Continue Watching
He noticed it by accident.
The show remained listed under Netflix “Continue Watching,” yet the red progress bar had shifted forward...just a little beyond where he remembered stopping. For a moment, he attributed it to memory’s gentle deception, episodes blurring into one another. He pressed play anyway. A few seconds of unfamiliar dialogue confirmed what he had already suspected. He paused, dragged the bar back to the exact frame he remembered, and left it there.
A scene where she had laughed and said, “Bas ek aur episode,” and he had relented, as he always did.
The next day, the bar had moved again.
This time, he did not correct it. He simply looked at the screen for a while, as though it might explain. It did not. Over the following days, a silent pattern emerged. He would stop deliberately...sometimes just before a pivotal moment. The next time he opened the app, the story had advanced. Not abruptly. Not carelessly. Just… continued. As though someone else was still watching, in step with him.
Once, he noticed she had skipped the intro. She never used to. “Mood banta hai,” she would insist, refusing to let him press skip.
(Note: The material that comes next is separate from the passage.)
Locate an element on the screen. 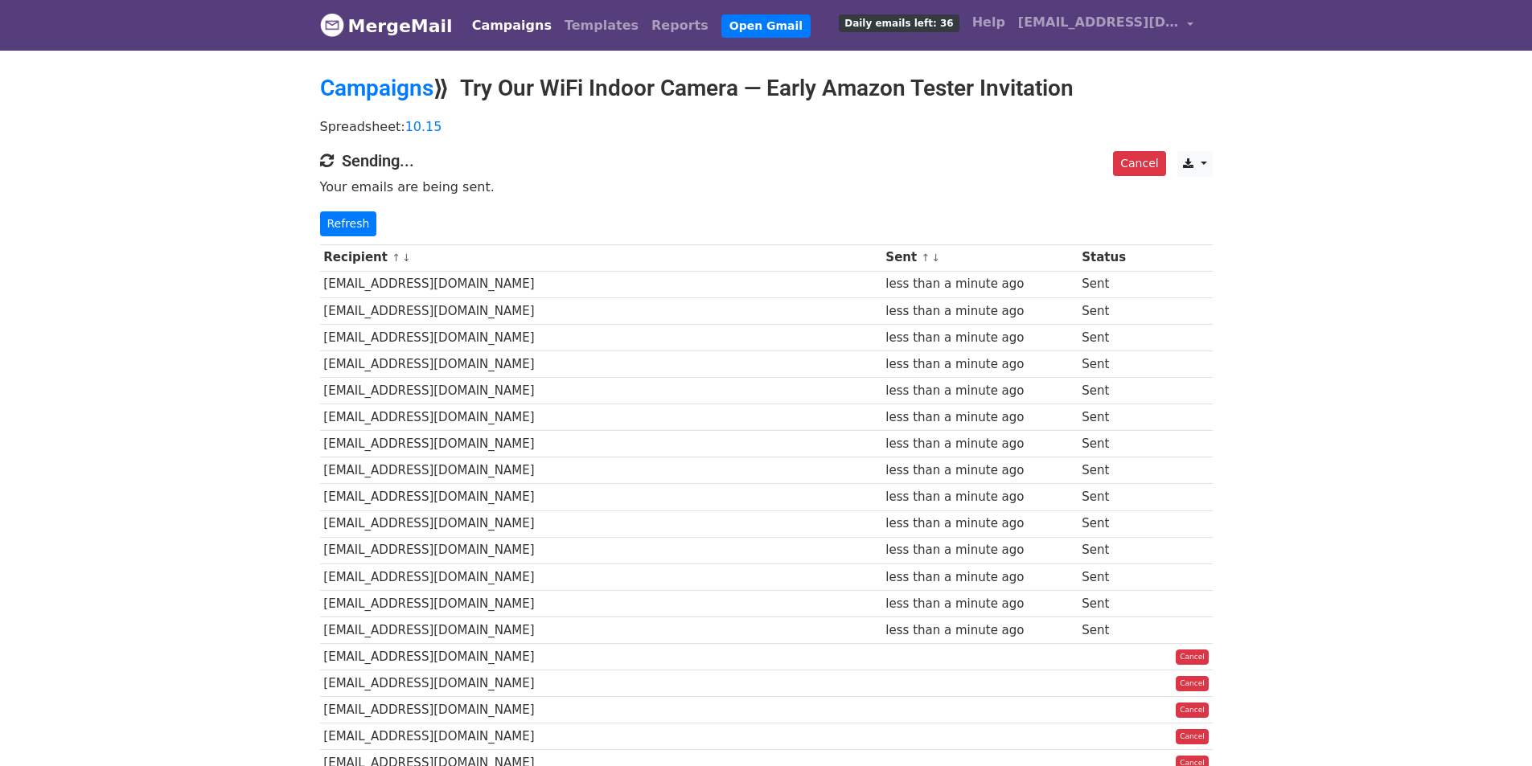  a: Daily emails left: 36 is located at coordinates (898, 23).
Now the opening credits vanished in two swift seconds.
“Ab skip karti ho,” he murmured, not sure if he meant it as a complaint or an observation.
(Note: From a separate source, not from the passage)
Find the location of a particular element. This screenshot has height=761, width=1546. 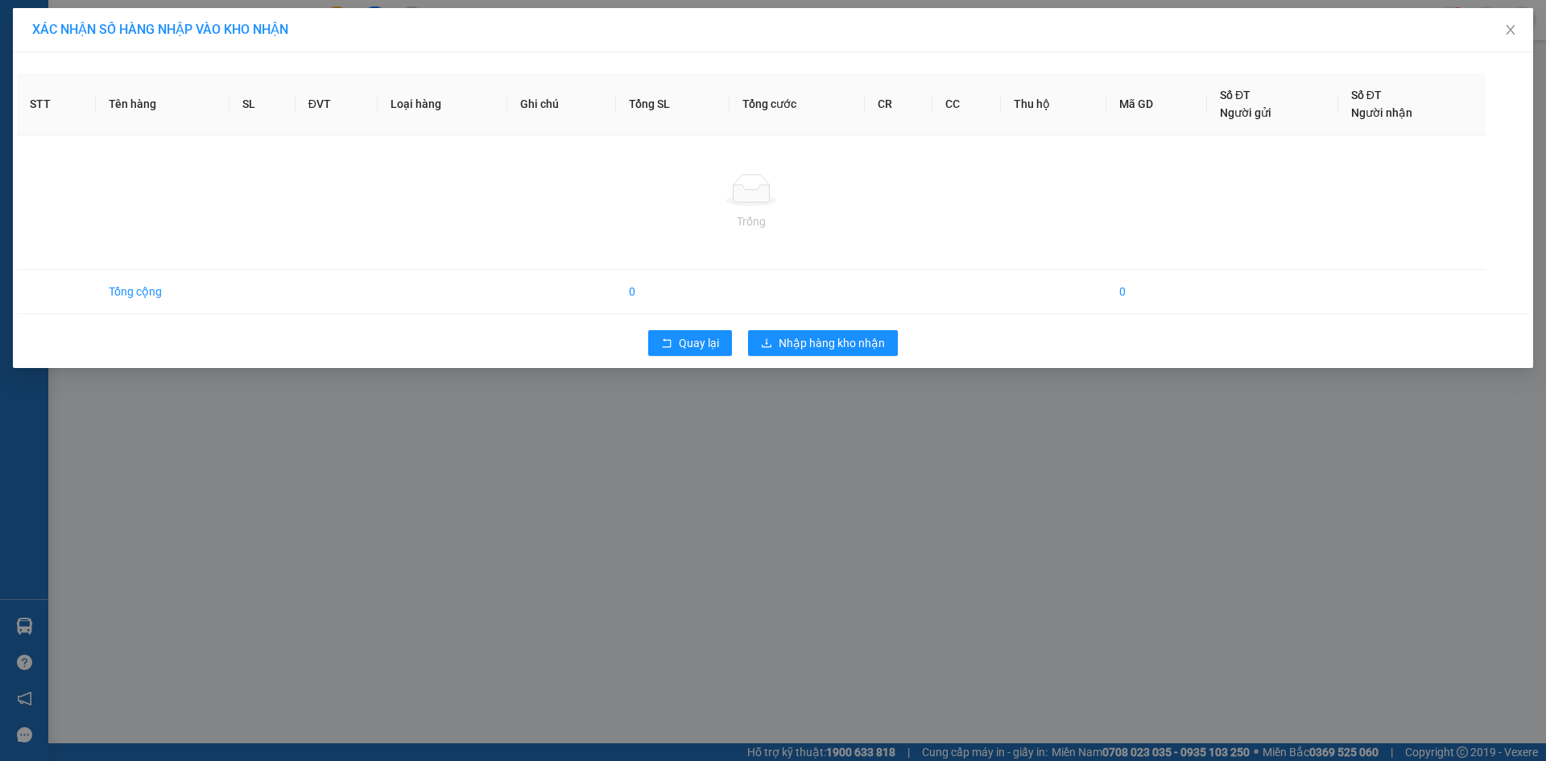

They had not spoken since the separation. Not once. Not even by accident.
...
When they met again, it was not for conversation. It was for paperwork, in a sterile room with white walls and a table too clean for memory. They sat across from each other like strangers who had once known the exact weight of each other’s silences.
“Photos the na… mere?” she asked, flipping through a file without really seeing it.
“Delete kar diye,” he replied.
She nodded, her fingers still moving. “Main check kar leti hoon. Tumhare laptop mein honge shayad.”
“Nahi hain,” he said, a shade firmer.
She looked up at him then...not accusing, not pleading, only certain. “Ek baar dekh leti hoon.”
He did not argue. Instead, he took out his phone and slid it across the table. “Ismein nahi honge, but dekh lo.”
She picked it up, turned the screen toward herself, and waited.
He leaned forward and entered the password.
Wrong.
He tried again.
Wrong.
“Change kiya?” she asked.
He shook his head, more to himself than to her. “Nahi…”
For a moment, the air between them held something familiar yet unusable...like a habit that no longer fit.
“Password?” she asked again, meeting his eyes properly this time.
He glanced at the screen, then at her, as if the answer lay somewhere in between. Then he exhaled softly.
“Tumhara fingerprint hai,” he said. “Try kar lo.”
She hesitated.
“Still works?” she asked, almost under her breath.
He gave a small shrug. “Kabhi hataya nahi.”
There had been no reason to remove it. There had been no reason to keep it either.
She adjusted her grip and placed her thumb on the sensor.
A soft vibration.
The phone unlocked.
Neither of them reacted. She scrolled through the gallery in silence...past work screenshots, random receipts, and images that no longer concerned her. The absence of what she sought was more precise than anything she might have found.
“Bola tha, nahi hain,” he said.
“Haan,” she replied, locking the phone and sliding it back to him. “Theek hai.”
Nothing followed. The conversation had already ended long ago, somewhere else.
...
That night, he opened Netflix out of habit more than intention.
The show was no longer under “Continue Watching.” He searched for it, opened the title page, and saw the final episode marked as fully watched.
No pause. No red line. No “Resume.”
“Finish kar li,” he said quietly, though he wasn’t sure if he meant her or the story.
He hovered over the last episode for a moment, then moved the cursor away. He did not want to watch the ending alone. Or perhaps he did not want to watch it after she already had.
He closed the laptop.
...
Later, when he picked up his phone again, it unlocked instantly.
No password. No hesitation.
He looked at the screen for a second, then pressed the power button and locked it again.
This time, he used the password.
It worked.
He did not change anything after that.
Not immediately.
Some things, he had learned, do not stop working the moment they are supposed to.